As the bill worked through Congress, university affordability advocates and some students expressed concern that taxation on fund funds, often used to support financial aid, would ultimately harm low-income students. (A university donation is the aggregation of donated assets invested by the university to support its mission, according to the U.S. Council of Education.)
Some people called this measure the “scholarship tax.” A 2024 survey by the National Association of Colleges and College Business Officers showed nearly half of the $30 billion that schools spent on financial aid that year.
By some estimates, Harvard is one of about half a dozen universities affected by the more sudden donation tax. Some of those piercing schools have already spoken about budget cuts.
Yale University President Morley McInnis said on July 3 that her Ivy League campus will be forced to pay an estimated $280 million a year for taxes. That number will likely increase in the next few years, she said.
She warned that the university will face “difficult choices” in the coming months.
“The impact of this tax will be felt far beyond our campus and homeland,” she said in an official statement. “Taxing universities undermine life-saving medical breakthroughs, life-changing innovations, and education and research that drive economic growth in communities across the country and around the world.”
How will the new donation tax work?
In 2017, Congress passed a law that created a 1.4% tax on net return on investment from certain university contributions.
However, excise tax did not apply to all universities. It only affected schools where per student contributions exceed $500,000. Qualified schools also had to register more than 500 students paying tuition fees.
Then, in May, the House GOP committee lifted the ante as part of an effort to file a request for President Trump to pass groundbreaking laws.
The committee passed measures that created the new structure and levied a tax of up to 21% on schools like Harvard. Harvard’s total contribution is valued at over $50 billion.
Senate Republicans were nearly medium in size than their House counterparts, and eventually became silenced by the law. Specifically, we reduced the highest tax rate to 8%. After transfers from religious and conservative universities, they also exempted dozens of schools with fewer than 3,000 students.

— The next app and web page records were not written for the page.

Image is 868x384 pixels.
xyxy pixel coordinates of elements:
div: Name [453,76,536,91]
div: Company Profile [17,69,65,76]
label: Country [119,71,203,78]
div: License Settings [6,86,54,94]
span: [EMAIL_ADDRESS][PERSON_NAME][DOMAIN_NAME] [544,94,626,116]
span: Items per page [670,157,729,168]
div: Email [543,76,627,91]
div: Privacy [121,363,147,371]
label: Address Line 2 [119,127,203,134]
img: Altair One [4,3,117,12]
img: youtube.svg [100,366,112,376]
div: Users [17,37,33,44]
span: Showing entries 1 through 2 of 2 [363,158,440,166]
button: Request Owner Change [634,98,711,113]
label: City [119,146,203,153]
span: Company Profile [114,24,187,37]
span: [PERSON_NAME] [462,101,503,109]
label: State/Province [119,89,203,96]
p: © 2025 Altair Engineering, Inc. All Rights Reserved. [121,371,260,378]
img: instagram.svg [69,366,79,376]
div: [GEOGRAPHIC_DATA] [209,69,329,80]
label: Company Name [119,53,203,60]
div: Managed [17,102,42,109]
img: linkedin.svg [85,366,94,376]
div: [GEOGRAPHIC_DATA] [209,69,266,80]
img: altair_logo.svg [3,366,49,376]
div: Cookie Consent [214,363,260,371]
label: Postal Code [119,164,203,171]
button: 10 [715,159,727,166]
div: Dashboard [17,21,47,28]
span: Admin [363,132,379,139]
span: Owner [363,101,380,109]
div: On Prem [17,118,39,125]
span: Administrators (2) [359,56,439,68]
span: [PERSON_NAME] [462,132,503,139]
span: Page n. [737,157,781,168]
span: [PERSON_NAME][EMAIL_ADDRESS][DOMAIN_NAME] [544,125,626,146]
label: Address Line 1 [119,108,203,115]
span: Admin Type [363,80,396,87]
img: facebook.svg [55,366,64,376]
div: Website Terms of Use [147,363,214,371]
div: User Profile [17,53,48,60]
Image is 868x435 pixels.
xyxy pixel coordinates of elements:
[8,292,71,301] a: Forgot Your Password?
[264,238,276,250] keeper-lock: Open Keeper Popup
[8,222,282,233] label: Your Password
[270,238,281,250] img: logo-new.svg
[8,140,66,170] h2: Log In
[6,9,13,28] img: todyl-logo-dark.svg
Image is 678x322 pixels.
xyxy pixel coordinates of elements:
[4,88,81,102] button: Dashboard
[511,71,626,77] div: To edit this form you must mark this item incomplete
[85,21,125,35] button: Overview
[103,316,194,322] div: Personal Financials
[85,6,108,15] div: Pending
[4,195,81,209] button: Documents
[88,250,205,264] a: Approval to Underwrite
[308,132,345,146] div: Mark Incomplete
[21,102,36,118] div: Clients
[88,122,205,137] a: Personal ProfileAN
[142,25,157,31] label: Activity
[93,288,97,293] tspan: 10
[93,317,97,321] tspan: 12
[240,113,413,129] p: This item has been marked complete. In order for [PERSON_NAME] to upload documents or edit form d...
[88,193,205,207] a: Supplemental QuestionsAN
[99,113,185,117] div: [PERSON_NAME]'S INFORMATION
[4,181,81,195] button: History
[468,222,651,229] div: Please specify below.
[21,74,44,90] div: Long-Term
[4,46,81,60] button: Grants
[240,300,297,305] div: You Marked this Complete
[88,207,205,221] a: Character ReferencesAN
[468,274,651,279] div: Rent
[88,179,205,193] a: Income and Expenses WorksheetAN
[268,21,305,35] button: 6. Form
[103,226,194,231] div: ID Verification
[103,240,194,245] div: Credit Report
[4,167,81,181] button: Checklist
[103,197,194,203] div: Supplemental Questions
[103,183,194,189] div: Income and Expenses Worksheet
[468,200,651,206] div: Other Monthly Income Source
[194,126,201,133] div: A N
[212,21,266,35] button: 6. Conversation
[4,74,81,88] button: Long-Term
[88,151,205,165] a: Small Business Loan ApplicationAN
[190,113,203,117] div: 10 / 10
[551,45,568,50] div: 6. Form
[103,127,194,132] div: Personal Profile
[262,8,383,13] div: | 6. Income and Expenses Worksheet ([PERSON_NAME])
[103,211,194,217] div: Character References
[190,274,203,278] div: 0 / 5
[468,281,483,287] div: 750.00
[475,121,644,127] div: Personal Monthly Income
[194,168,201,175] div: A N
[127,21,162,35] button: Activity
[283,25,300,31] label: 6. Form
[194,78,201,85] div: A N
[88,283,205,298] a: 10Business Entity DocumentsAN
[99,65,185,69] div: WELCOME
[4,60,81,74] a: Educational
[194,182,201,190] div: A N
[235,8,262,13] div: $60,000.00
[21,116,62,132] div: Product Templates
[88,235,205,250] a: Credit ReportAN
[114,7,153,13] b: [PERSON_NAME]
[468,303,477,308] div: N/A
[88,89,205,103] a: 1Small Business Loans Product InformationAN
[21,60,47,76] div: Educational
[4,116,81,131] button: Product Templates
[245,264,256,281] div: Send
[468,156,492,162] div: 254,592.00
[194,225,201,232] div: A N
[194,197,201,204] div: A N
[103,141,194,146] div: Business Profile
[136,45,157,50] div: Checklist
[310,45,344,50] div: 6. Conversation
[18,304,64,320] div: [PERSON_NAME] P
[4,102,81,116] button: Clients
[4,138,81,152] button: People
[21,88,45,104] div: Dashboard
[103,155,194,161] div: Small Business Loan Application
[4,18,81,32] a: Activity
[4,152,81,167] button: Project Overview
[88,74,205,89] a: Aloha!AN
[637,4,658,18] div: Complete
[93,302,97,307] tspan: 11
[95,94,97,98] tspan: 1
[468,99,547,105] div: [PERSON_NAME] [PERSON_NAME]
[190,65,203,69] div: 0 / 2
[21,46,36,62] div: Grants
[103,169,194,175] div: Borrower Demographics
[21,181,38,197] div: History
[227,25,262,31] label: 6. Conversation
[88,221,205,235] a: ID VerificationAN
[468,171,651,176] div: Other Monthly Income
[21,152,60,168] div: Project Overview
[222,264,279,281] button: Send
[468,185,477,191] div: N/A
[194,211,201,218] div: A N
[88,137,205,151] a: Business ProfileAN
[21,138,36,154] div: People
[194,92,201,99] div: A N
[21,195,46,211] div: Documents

The new 8% donation tax rate affects only some of the most selective universities in the country, including Princeton University and the Massachusetts Institute of Technology. Meanwhile, the 4% rate applies to other universities with a donation value per student between $750,000 and $2 million. (Forbes estimates it is lower than the 12 schools in that bracket.) The current 1.4% tax remains the same in schools with students between $500,000 and $750,000 adjusted.
The so-called “one big, beautiful bill,” Including loan cuts for graduate students and Medicaid could also lead to more belt strengthening and budget cuts on university campuses.